The interpretation of the pattern of results as being due to the proposed epistemic vigilance mechanism is still unclear in some regards. For instance, we did not include an experimental condition in which vigilance towards the source was forced, for instance via the instructions. Including such an explicit instruction in future research could be an illuminating next step for such an experimental paradigm, particularly considering that many participants did not remember the source affiliation in our experiment. More generally, epistemic vigilance should affect reasoning about all kinds of claims, even those that turn out to not be false. The understanding of the effect of epistemic vigilance on reasoning would therefore benefit from future implementations of similar experimental designs with different dependent variables. While further research is needed to fully understand the epistemic vigilance mechanism, there are still some preliminary implications, which can be drawn from our results.

Improving general abilities can allow for more effective scrutinizing of claims made by biased sources. While it is important to note that general cognitive abilities will not always lead to more enlightened processing of scientific information, as it can even increase political polarization [5], it might also provide the necessary background to appropriately deal with biased sources. However, not all people spontaneously attend to source features. Therefore, measures to improve sourcing behaviors [47] would be beneficial for the public’s engagement with science information not just to more appropriately judge what is right, but also to identify situations in which vigilance towards a vested-interest source’s claim is warranted.

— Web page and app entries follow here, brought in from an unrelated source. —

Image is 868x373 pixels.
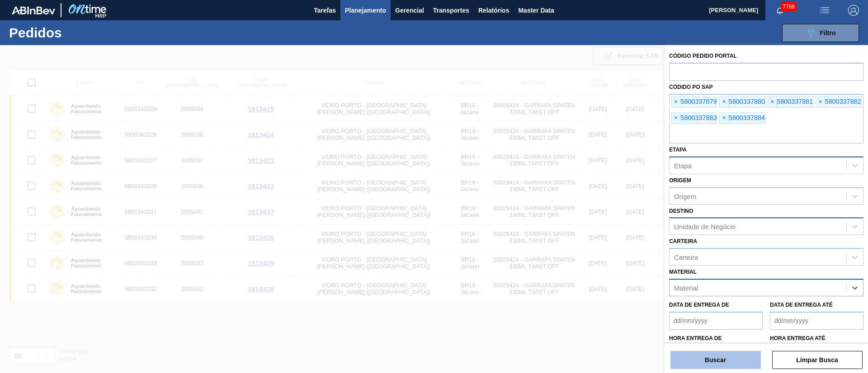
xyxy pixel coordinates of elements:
[674,193,696,200] div: Origem
[770,302,832,309] label: Data de Entrega até
[9,28,144,38] h1: Pedidos
[770,312,864,330] input: dd/mm/yyyy
[669,332,763,345] label: Hora entrega de
[819,5,830,16] img: userActions
[780,1,796,12] span: 7788
[433,5,469,16] span: Transportes
[719,112,765,124] div: 5800337884
[674,284,698,292] div: Material
[674,253,698,261] div: Carteira
[848,5,859,16] img: Logout
[669,84,713,91] label: Códido PO SAP
[314,5,336,16] span: Tarefas
[767,96,813,108] div: 5800337881
[478,5,509,16] span: Relatórios
[719,96,728,107] span: ×
[820,30,836,36] span: Filtro
[782,24,859,42] button: Filtro
[669,177,691,184] label: Origem
[770,332,864,345] label: Hora entrega até
[674,223,735,231] div: Unidade de Negócio
[671,112,717,124] div: 5800337883
[671,96,680,107] span: ×
[395,5,424,16] span: Gerencial
[669,208,693,214] label: Destino
[765,4,794,17] button: Notificações
[815,96,861,108] div: 5800337882
[345,5,386,16] span: Planejamento
[674,162,692,169] div: Etapa
[768,96,777,107] span: ×
[518,5,554,16] span: Master Data
[671,113,680,124] span: ×
[669,147,687,153] label: Etapa
[669,312,763,330] input: dd/mm/yyyy
[669,269,697,275] label: Material
[669,238,697,245] label: Carteira
[12,7,55,14] img: TNhmsLtSVTkK8tSr43FrP2fwEKptu5GPRR3wAAAABJRU5ErkJggg==
[719,113,728,124] span: ×
[669,53,737,59] label: Código Pedido Portal
[719,96,765,108] div: 5800337880
[671,96,717,108] div: 5800337879
[816,96,824,107] span: ×
[669,302,729,309] label: Data de Entrega de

Even further, such abilities could help not just in reasoning about science information in general, but also specifically in regards to dealing with science denialism. Misinformation by global warming deniers attacking a message about the scientific consensus on global warming was found to be less effective if the message was preceded by the statement “some politically motivated groups use misleading tactics to try to convince the public that there is a lot of disagreement among scientists” [50]. It could be that when such vested interests are made salient, people become vigilant, as they likely did in our study, which can then lead to more sophisticated reasoning. This is indirect evidence that such “inoculation” attempts [50] could be successful in making people scrutinize claims made by likely biased sources.

In summary, when biased sources misrepresent statistics to support a biased claim, people are able to scrutinize the claim in front of them. However, this only holds when they are both attentive to source information in the first place, and have the necessary cognitive tools to do so.

Supporting information

S1 Table. Logistic regression predicting memory check performance (N = 507).

Notes. HIS = Health insurance speaker; Pro = Pro Chocolate Milk; Scientist is the reference category for the source variable, Contra Chocolate Milk for the claim direction variable.